Beijing  — Chinese billionaire Sun Dawu was sentenced to 18 years in jail on Wednesday for crimes including “picking quarrels and provoking trouble” and illegally occupying farmland, a court said, the latest stiff punishment of an outspoken corporate executive.

Sun had built a major conglomerate in the northern Chinese province of Hebei, the Dawu Agricultural and Animal Husbandry Group, employing 9,000 people in activities ranging from poultry processing and pet food to hospitals, schools and resorts.

But he was also outspoken on issues including human rights, and was one of the very few people to openly accuse the government of covering up the extent of an African swine fever outbreak, which infected one of his farms in 2019 and later devastated much of the country's industry. 

He had also been embroiled in a land dispute with a local government-owned farm, according to media reports, and was detained with a group of family members and employees in 2020.
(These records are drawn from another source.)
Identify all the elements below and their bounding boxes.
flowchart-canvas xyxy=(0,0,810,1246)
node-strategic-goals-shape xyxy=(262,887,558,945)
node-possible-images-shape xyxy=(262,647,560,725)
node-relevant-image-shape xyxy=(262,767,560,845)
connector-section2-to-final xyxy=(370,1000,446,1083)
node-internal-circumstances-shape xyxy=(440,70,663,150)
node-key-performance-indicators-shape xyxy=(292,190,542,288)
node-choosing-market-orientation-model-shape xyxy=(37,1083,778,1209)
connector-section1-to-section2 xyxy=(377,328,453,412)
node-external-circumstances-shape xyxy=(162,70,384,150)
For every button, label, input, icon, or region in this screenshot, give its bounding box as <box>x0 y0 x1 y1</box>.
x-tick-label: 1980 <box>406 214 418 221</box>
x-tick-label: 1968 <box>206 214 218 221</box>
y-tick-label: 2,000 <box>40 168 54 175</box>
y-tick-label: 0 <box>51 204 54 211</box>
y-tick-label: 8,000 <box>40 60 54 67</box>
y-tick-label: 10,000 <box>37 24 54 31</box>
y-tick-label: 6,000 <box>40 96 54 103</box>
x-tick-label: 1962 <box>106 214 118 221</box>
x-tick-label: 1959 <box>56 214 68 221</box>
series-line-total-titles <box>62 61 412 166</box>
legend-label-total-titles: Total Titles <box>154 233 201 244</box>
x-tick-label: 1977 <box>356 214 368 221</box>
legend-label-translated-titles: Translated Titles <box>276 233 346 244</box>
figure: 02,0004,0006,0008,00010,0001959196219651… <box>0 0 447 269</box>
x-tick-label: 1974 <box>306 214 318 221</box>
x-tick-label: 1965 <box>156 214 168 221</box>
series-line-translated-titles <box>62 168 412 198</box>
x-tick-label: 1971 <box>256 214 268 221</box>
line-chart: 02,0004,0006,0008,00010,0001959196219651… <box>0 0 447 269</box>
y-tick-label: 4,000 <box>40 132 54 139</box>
Dawu had said dozens of its employees were injured in a fight with police after they tried to stop the state farm staff tearing down one of its buildings in 2020.

The People’s Court of Gaobeidian city in Hebei province said on its WeChat account on Wednesday that Sun was guilty of offences including assembling a crowd to attack state agencies, obstructing government workers from performing their duties, sabotaging production and operations, and illegal mining.

Sun was also fined 3.11-million yuan ($478,697).

Former property executive Ren Zhiqiang was also sentenced to 18 years in prison in 2020 for graft in what critics at the time called an especially harsh sentence amid an ongoing clampdown on dissent.

Ren had referred to Xi Jinping as “a clown” after a speech the Chinese president made about government efforts to battle the coronavirus.